Job: A Model of Intercessory Prayer

 


Job is my favorite book in the Bible. Like Revelation, there is an encouragement to remain faithful regardless of the difficulty, persecution and disappointment we experience. And, like Revelation, there is the promise and evidence of great restoration.

 

In the land of Uz there lived a man whose name was Job. This man was blameless and upright; he feared God and shunned evil. He had seven sons and three daughters, and he owned seven thousand sheep, three thousand camels, five hundred yoke of oxen and five hundred donkeys, and had a large number of servants. He was the greatest man among all the people of the East.
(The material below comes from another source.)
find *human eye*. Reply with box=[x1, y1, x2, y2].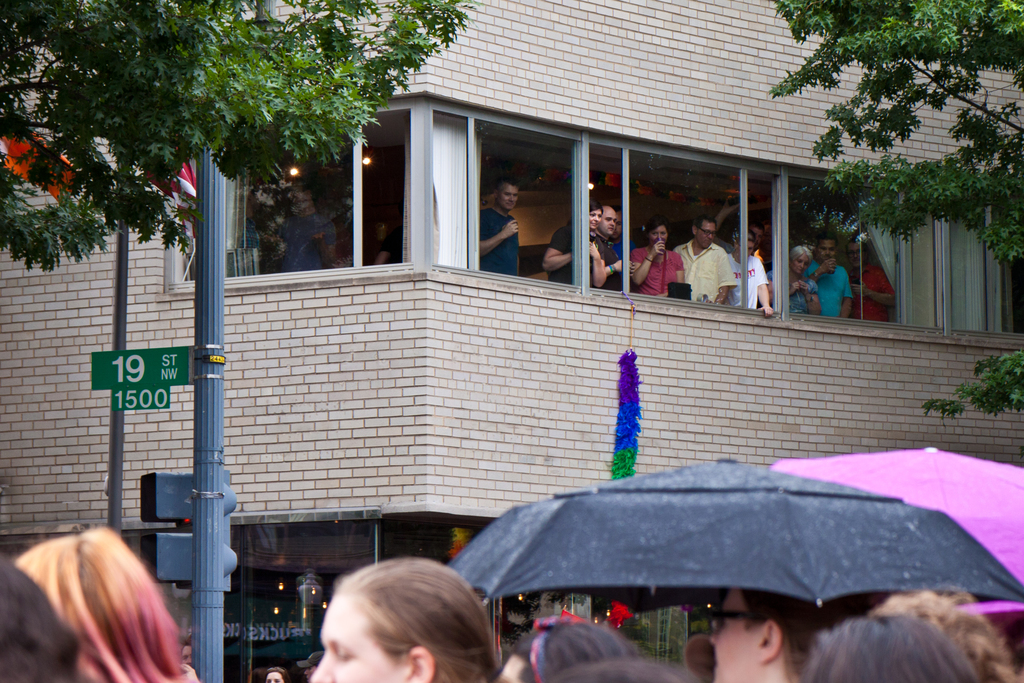
box=[798, 259, 802, 264].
His sons used to hold feasts in their homes on their birthdays, and they would invite their three sisters to eat and drink with them. When a period of feasting had run its course, Job would make arrangements for them to be purified. Early in the morning he would sacrifice a burnt offering for each of them, thinking, “Perhaps my children have sinned and cursed God in their hearts.” This was Job’s regular custom.

Job was the greatest in all the land. Yet this did not cause him to be uppity or self-serving. He was blameless and upright. One thing we can acknowledge is that while we tend to think of humans as morally bankrupt, we should temper that assessment with the fact that Job and others in the Bible have been described as being blameless and upright.
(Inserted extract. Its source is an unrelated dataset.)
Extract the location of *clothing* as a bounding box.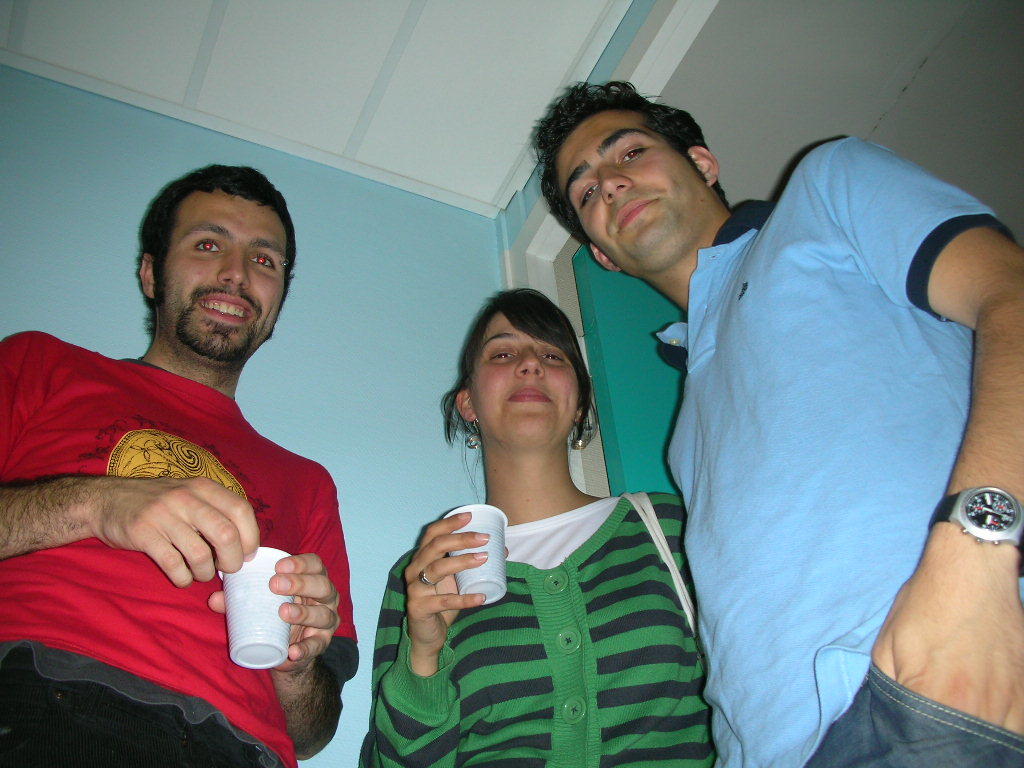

Another point…Job is an excellent example of intercessory prayer. Job did not abdicate his moral obligation to his children saying, “their state of righteousness is up to them”. No, he made arrangements to purify them. He made sacrifice on their behalf. And there is every indication that God accepted his intercessory prayer.

Be like Job! Pray for all those stinkers out there that party all the time and even curse God. You will win God’s heart!